I recently came across a situation where I ended up with a large number of nested lambdas to build asynchronous computation chains.
template <typename F>
struct node : F
{
node(F&& f) : F{std::move(f)}
{
}
template <typename FThen>
auto then(FThen&& f_then)
{
return ::node{[p = std::move(*this), t = std::move(f_then)]()
{
}};
}
};
int main()
{
auto f = node{[]{ }}.then([]{ }).then([]{ });
return sizeof(f);
}
All the objects I capture in my the lambdas are empty, yet the size of the final object is greater than one: example on gcc.godbolt.org.
If I change the lambda inside node</* ... */>::then
to a function object with explicit EBO, the size of the final object becomes one.
template <typename P, typename T>
struct node_lambda : P, T
{
node_lambda(P&& p, T&& t) : P{std::move(p)}, T{std::move(t)}
{
}
void operator()()
{
}
};
template <typename FThen>
auto node</* ... */>::then(FThen&& f_then)
{
return ::node{node_lambda{std::move(*this), std::move(f_then)}};
}
Live example on gcc.godbolt.org
I find this really annoying because I'm forced to either:
Write a lot of boilerplate code that is roughly equivalent to the lambda.
Pay an additional memory cost due to the fact that something like EBO doesn't apply to lambda captures.
Is there anything in the Standard that explicitly forces empty lambda captures to take additional space? If so, why?
From expr.prim.lambda.capture:
For each entity captured by copy, an unnamed non-static data member is declared in the closure type.
While the lambdas here have no capture:
auto f = node{[]{ }}.then([]{ }).then([]{ });
and hence have no unnamed non-static data members, and hence are empty, that's not what then()
actually uses. It uses this:
return ::node{[p = std::move(*this), t = std::move(f_then)](){}};
that lambda captures t
and p
by copy, and hence has two unnamed non-static data members. Each .then()
adds another member variable, even if each one is empty, hence the size of the node keeps going up.
Or in other words, the empty base optimization only applies to bases, and capture for lambdas doesn't create bases, it creates non-static data members.
Given the as-if rule and [expr.prim.lambda.closure]/2:
An implementation may define the closure type differently from what is described below provided this does not alter the observable behavior of the program other than by changing:
- the size and/or alignment of the closure type,
- whether the closure type is trivially copyable (Clause [class]),
- whether the closure type is a standard-layout class (Clause [class]), or
- whether the closure type is a POD class (Clause [class]).
I don't see anything preventing an implementation from using some kind of magic to optimize away the storage for the captured empty variable.
That said, doing so would be an ABI break, so don't hold your breath.
Allowing - or requiring - an implementation to make the type of a captured empty variable a base of the closure type, on the other hand, would be a horrendously bad idea. Consider:
struct X { };
struct Y { };
void meow(X x); // #1
void meow(Y y); // #2
void meow(std::function<void()> f); // #3
template<class T, class U>
void purr(T t, U u) {
meow([t = std::move(t), u = std::move(u)] { /* ... */ });
}
It would be insane for purr
to do anything other than call #3, yet if captures can become bases then it can call #1, or #2, or be ambiguous.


**Task item:** Check each line of the listing for the string "this", count the lines that have it, and answer with that number only.

· · ·

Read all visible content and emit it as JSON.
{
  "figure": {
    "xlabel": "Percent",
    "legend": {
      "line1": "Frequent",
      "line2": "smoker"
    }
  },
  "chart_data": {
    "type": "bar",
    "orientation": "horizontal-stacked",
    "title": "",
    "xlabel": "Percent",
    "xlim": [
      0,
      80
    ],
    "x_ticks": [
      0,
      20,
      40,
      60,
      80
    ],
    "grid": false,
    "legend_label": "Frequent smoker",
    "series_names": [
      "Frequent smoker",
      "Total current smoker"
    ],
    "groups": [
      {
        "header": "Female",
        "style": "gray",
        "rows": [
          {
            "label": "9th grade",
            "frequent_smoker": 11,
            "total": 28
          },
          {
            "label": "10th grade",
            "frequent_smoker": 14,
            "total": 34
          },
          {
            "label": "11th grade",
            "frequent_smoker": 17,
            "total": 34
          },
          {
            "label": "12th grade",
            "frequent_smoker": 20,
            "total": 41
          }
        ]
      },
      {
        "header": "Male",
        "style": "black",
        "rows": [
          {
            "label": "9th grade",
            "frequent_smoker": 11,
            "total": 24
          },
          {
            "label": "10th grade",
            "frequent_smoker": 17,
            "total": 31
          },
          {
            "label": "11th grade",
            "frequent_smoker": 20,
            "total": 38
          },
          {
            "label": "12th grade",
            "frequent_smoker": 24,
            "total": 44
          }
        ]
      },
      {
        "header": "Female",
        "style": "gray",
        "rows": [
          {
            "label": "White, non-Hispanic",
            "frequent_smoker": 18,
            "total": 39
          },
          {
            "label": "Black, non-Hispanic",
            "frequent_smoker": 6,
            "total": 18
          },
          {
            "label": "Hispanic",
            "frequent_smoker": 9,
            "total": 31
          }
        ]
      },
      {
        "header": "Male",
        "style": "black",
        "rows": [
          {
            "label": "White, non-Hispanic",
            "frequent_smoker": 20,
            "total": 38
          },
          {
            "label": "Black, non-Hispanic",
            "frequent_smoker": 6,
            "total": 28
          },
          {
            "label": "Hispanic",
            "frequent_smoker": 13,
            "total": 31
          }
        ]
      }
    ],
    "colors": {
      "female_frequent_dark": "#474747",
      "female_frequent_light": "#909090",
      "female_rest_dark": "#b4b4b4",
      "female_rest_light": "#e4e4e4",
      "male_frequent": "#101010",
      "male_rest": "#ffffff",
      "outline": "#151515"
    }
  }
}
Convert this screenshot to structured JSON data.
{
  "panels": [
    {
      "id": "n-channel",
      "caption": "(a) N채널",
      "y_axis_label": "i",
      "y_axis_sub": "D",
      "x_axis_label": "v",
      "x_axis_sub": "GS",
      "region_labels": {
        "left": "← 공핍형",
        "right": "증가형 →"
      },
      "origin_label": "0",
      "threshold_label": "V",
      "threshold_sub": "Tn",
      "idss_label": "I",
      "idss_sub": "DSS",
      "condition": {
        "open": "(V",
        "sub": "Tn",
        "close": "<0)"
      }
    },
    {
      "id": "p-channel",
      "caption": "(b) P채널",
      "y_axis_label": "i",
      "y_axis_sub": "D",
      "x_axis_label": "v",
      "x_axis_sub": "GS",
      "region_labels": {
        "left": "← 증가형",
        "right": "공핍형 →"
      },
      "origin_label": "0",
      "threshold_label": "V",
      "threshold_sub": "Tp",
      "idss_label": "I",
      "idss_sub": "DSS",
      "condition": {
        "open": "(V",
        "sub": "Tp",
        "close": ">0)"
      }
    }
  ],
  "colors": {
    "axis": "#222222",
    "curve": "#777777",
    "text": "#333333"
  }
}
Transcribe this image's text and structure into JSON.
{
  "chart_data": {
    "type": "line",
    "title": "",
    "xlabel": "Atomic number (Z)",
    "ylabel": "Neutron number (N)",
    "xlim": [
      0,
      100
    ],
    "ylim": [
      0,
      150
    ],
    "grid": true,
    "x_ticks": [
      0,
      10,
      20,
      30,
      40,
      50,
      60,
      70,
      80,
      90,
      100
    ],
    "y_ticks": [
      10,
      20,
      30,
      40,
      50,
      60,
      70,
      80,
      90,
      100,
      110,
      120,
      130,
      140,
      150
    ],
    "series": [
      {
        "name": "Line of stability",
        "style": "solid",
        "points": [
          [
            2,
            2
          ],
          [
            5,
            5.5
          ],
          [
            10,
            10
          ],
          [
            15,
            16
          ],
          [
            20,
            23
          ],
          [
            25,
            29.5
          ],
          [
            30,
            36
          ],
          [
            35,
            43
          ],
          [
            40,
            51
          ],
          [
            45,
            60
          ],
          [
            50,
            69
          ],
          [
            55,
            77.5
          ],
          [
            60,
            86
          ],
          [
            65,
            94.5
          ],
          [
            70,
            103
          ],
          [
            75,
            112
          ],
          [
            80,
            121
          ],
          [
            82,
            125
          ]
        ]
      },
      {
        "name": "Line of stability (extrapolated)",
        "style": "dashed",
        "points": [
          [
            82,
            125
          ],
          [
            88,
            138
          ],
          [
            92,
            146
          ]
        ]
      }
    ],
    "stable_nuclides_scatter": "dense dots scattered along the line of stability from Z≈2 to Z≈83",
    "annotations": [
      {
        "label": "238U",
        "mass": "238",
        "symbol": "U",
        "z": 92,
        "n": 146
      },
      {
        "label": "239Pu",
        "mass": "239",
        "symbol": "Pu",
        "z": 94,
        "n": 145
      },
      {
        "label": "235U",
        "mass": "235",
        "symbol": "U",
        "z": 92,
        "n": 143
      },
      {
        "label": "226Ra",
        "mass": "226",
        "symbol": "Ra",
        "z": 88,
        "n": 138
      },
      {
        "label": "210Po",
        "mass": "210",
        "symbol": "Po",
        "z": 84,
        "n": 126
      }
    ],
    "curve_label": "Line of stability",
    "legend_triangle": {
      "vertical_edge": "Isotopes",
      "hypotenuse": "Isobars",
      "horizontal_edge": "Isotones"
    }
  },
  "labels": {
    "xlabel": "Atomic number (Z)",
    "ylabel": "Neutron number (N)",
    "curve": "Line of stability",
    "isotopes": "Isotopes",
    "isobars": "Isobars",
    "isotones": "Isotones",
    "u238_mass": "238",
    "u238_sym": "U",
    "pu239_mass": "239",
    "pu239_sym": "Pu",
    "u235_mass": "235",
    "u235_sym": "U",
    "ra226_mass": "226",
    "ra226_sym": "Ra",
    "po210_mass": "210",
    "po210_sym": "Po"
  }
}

· · ·

**Result of the task:** 2